Primary election voters who fail to vote for candidates or issues because of confusion over the new balloting system cannot recast their ballots, the Clallam County election board ruled Monday.
The canvassing board’s advice to voters: Read the instructions carefully before enclosing your ballot in the envelope and returning it to the Auditor’s Office.
Once you’ve sealed the envelope, you can’t reopen it without voiding your vote.
The three-member Clallam County election canvassing board convened an emergency meeting Monday afternoon at the request of County Auditor Cathleen McKeown.
McKeown said the meeting was prompted by about 10 phone calls her office received from Sequim-area voters who did not read the Sept. 14 primary ballot instructions.
The ballot materials were mailed to all registered voters in the county last week.
The complainants said they failed to cast votes for either the nonpartisan judge races or the Fire District No. 3 levy because of the items’ positions on the color-coded partisan ballots.
Color-coded ballots
Four color-coded ballots — each representing three political parties and a nonpartisan ballot — were given to voters.
Each voter must choose one punchcard ballot on which to cast all votes and toss the other three ballots.
“People are confused and frustrated,” McKeown told her fellow canvassing board members, County Commissioner Steve Tharinger, D-Dungeness, and Prosecuting Attorney Deb Kelly, R-Port Angeles.
McKeown, whose office is nonpartisan, said callers have argued “that we’re taking away their constitutional right” to vote.
Ironically, the U.S. Supreme Court ruled the state’s former open primary — allowing voting across party lines — was unconstitutional because, it said, political parties have the sole right to pick their candidates for the general election.
One voting couple told her that they burned their ballots rather than vote in the new primary system.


→ DESCRIPTION OF THE TASK
Every line with "tickmark" in it must be copied from the data.
****
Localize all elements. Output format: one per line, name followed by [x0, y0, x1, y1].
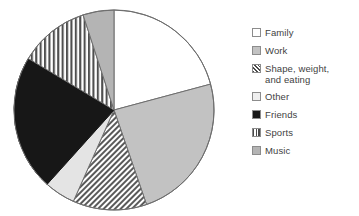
pie-slice-group	[14, 10, 214, 210]
legend-item[interactable]: Work	[252, 45, 356, 56]
legend-item-label: Sports	[265, 127, 293, 138]
legend-item-label: Family	[265, 27, 294, 38]
swatch-black	[252, 110, 261, 119]
legend-item-label: Friends	[265, 109, 297, 120]
legend-item[interactable]: Other	[252, 91, 356, 102]
legend-item[interactable]: Family	[252, 27, 356, 38]
chart-legend: FamilyWorkShape, weight, and eatingOther…	[252, 27, 356, 163]
pie-chart-figure: FamilyWorkShape, weight, and eatingOther…	[0, 0, 359, 216]
swatch-diagonal-hatch	[252, 64, 261, 73]
legend-item-label: Work	[265, 45, 287, 56]
legend-item-label: Shape, weight, and eating	[265, 63, 329, 85]
swatch-vertical-stripe	[252, 128, 261, 137]
pie-chart-svg	[0, 0, 228, 216]
legend-item-label: Music	[265, 145, 290, 156]
swatch-light-gray	[252, 46, 261, 55]
swatch-medium-gray	[252, 146, 261, 155]
legend-item-label: Other	[265, 91, 289, 102]
swatch-very-light-gray	[252, 92, 261, 101]
legend-item[interactable]: Shape, weight, and eating	[252, 63, 356, 85]
legend-item[interactable]: Sports	[252, 127, 356, 138]
swatch-white	[252, 28, 261, 37]
pie-chart-plot-area	[0, 0, 228, 216]
legend-item[interactable]: Friends	[252, 109, 356, 120]
legend-item[interactable]: Music	[252, 145, 356, 156]
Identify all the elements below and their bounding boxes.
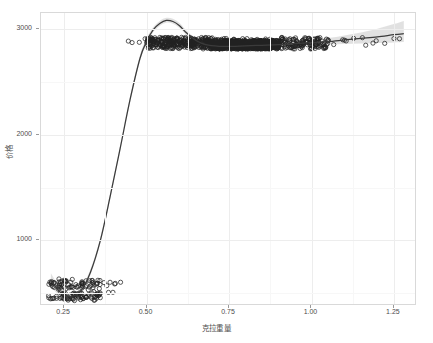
x-axis-title: 克拉重量 — [0, 322, 433, 333]
gridline-vertical — [312, 13, 313, 304]
x-tick-label: 1.00 — [290, 308, 330, 315]
y-axis-title: 价格 — [3, 132, 14, 172]
x-tick-label: 0.25 — [43, 308, 83, 315]
gridline-vertical — [105, 13, 106, 304]
gridline-vertical — [188, 13, 189, 304]
gridline-horizontal — [41, 82, 415, 83]
loess-line — [51, 20, 404, 296]
data-point — [108, 280, 112, 284]
gridline-vertical — [229, 13, 230, 304]
gridline-horizontal — [41, 293, 415, 294]
data-point — [118, 280, 122, 284]
x-tick-label: 0.75 — [208, 308, 248, 315]
confidence-ribbon — [51, 18, 404, 300]
gridline-vertical — [394, 13, 395, 304]
data-point — [97, 287, 101, 291]
y-tick-label: 1000 — [6, 235, 32, 242]
x-tick-label: 1.25 — [373, 308, 413, 315]
scatter-plot-figure: 0.250.500.751.001.25100020003000 克拉重量 价格 — [0, 0, 433, 343]
gridline-vertical — [353, 13, 354, 304]
data-point — [137, 40, 141, 44]
y-tick-label: 3000 — [6, 24, 32, 31]
plot-panel — [40, 12, 416, 305]
y-tickmark — [36, 239, 39, 240]
data-point — [364, 43, 368, 47]
confidence-band — [51, 18, 404, 300]
data-points — [46, 35, 401, 302]
gridline-horizontal — [41, 29, 415, 30]
gridline-vertical — [270, 13, 271, 304]
y-tickmark — [36, 134, 39, 135]
smooth-curve — [51, 20, 404, 296]
gridline-horizontal — [41, 188, 415, 189]
x-tick-label: 0.50 — [126, 308, 166, 315]
y-tickmark — [36, 28, 39, 29]
gridline-horizontal — [41, 135, 415, 136]
data-point — [130, 40, 134, 44]
gridline-vertical — [64, 13, 65, 304]
gridline-horizontal — [41, 240, 415, 241]
gridline-vertical — [147, 13, 148, 304]
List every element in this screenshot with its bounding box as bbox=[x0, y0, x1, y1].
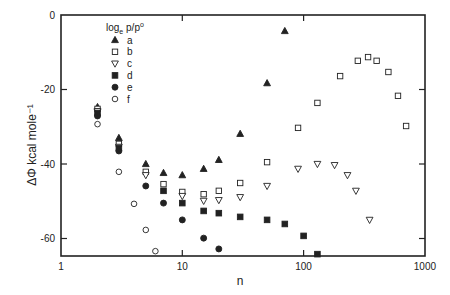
data-point-d bbox=[216, 210, 222, 216]
data-point-a bbox=[237, 130, 244, 136]
series-b bbox=[95, 54, 409, 196]
data-point-c bbox=[366, 217, 373, 223]
x-tick-label: 100 bbox=[295, 261, 312, 272]
series-a bbox=[94, 27, 288, 177]
data-point-a bbox=[200, 165, 207, 171]
y-axis-label: ΔΦ kcal mole⁻¹ bbox=[25, 104, 39, 186]
legend-label: d bbox=[127, 70, 133, 81]
x-axis-label: n bbox=[237, 274, 244, 288]
data-point-b bbox=[264, 159, 269, 164]
data-point-e bbox=[161, 200, 167, 206]
data-point-a bbox=[281, 27, 288, 33]
data-point-d bbox=[161, 188, 167, 194]
legend-label: f bbox=[127, 94, 130, 105]
data-point-f bbox=[143, 227, 149, 233]
legend-marker-f bbox=[112, 96, 118, 102]
legend-title-log: log bbox=[106, 22, 119, 33]
legend-label: a bbox=[127, 35, 133, 46]
data-point-e bbox=[116, 148, 122, 154]
x-tick-label: 1 bbox=[58, 261, 64, 272]
data-point-c bbox=[142, 173, 149, 179]
data-point-a bbox=[142, 160, 149, 166]
legend-marker-d bbox=[112, 73, 118, 79]
data-point-c bbox=[179, 193, 186, 199]
data-point-c bbox=[331, 163, 338, 169]
legend-marker-c bbox=[112, 61, 119, 67]
data-point-b bbox=[374, 58, 379, 63]
scatter-chart: 1101001000 0-20-40-60 n ΔΦ kcal mole⁻¹ l… bbox=[0, 0, 450, 295]
legend-title-sup: o bbox=[140, 21, 144, 28]
data-point-b bbox=[365, 54, 370, 59]
data-point-c bbox=[200, 198, 207, 204]
data-point-e bbox=[216, 246, 222, 252]
legend-label: b bbox=[127, 46, 133, 57]
data-point-f bbox=[95, 121, 101, 127]
y-tick-label: 0 bbox=[49, 10, 55, 21]
data-point-c bbox=[215, 198, 222, 204]
data-point-c bbox=[237, 195, 244, 201]
legend-title-rest: p/p bbox=[123, 22, 140, 33]
legend-items: abcdef bbox=[112, 35, 133, 105]
series-d bbox=[95, 110, 321, 257]
data-point-d bbox=[201, 208, 207, 214]
data-point-a bbox=[179, 172, 186, 178]
data-point-b bbox=[161, 181, 166, 186]
legend-marker-e bbox=[112, 84, 118, 90]
data-point-c bbox=[264, 183, 271, 189]
data-point-d bbox=[180, 200, 186, 206]
legend-title: loge p/po bbox=[106, 21, 144, 35]
data-point-b bbox=[216, 188, 221, 193]
data-point-b bbox=[337, 73, 342, 78]
legend-item-e: e bbox=[112, 82, 133, 93]
data-point-d bbox=[237, 214, 243, 220]
data-point-e bbox=[179, 217, 185, 223]
data-point-a bbox=[215, 156, 222, 162]
x-tick-label: 1000 bbox=[414, 261, 437, 272]
data-point-b bbox=[386, 69, 391, 74]
data-point-b bbox=[315, 100, 320, 105]
y-tick-label: -60 bbox=[41, 233, 56, 244]
data-point-e bbox=[95, 113, 101, 119]
legend-item-a: a bbox=[112, 35, 133, 46]
data-point-d bbox=[301, 233, 307, 239]
legend-label: e bbox=[127, 82, 133, 93]
legend-marker-a bbox=[112, 36, 119, 42]
data-point-f bbox=[116, 169, 122, 175]
data-point-a bbox=[264, 80, 271, 86]
data-point-f bbox=[131, 201, 137, 207]
data-point-e bbox=[143, 183, 149, 189]
data-point-b bbox=[237, 180, 242, 185]
data-point-d bbox=[315, 251, 321, 257]
legend-label: c bbox=[127, 58, 132, 69]
data-point-b bbox=[295, 125, 300, 130]
y-tick-label: -20 bbox=[41, 84, 56, 95]
legend-item-c: c bbox=[112, 58, 132, 69]
legend-item-f: f bbox=[112, 94, 130, 105]
data-point-c bbox=[295, 166, 302, 172]
data-point-c bbox=[344, 173, 351, 179]
data-point-b bbox=[403, 123, 408, 128]
data-point-a bbox=[115, 134, 122, 140]
series-e bbox=[95, 113, 222, 252]
data-point-f bbox=[153, 248, 159, 254]
legend-marker-b bbox=[112, 49, 117, 54]
data-point-e bbox=[201, 235, 207, 241]
legend-item-d: d bbox=[112, 70, 132, 81]
data-point-d bbox=[264, 217, 270, 223]
data-point-d bbox=[282, 221, 288, 227]
data-point-a bbox=[160, 169, 167, 175]
data-point-c bbox=[314, 161, 321, 167]
legend-item-b: b bbox=[112, 46, 133, 57]
data-point-c bbox=[353, 188, 360, 194]
data-points bbox=[94, 27, 409, 257]
legend: loge p/po abcdef bbox=[106, 21, 144, 105]
x-tick-label: 10 bbox=[177, 261, 189, 272]
y-tick-label: -40 bbox=[41, 159, 56, 170]
data-point-b bbox=[395, 93, 400, 98]
data-point-b bbox=[355, 58, 360, 63]
data-point-b bbox=[201, 191, 206, 196]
****
→ WORKED SOLUTION
y-tickmark — [36, 239, 39, 240]
y-tickmark — [36, 134, 39, 135]
y-tickmark — [36, 28, 39, 29]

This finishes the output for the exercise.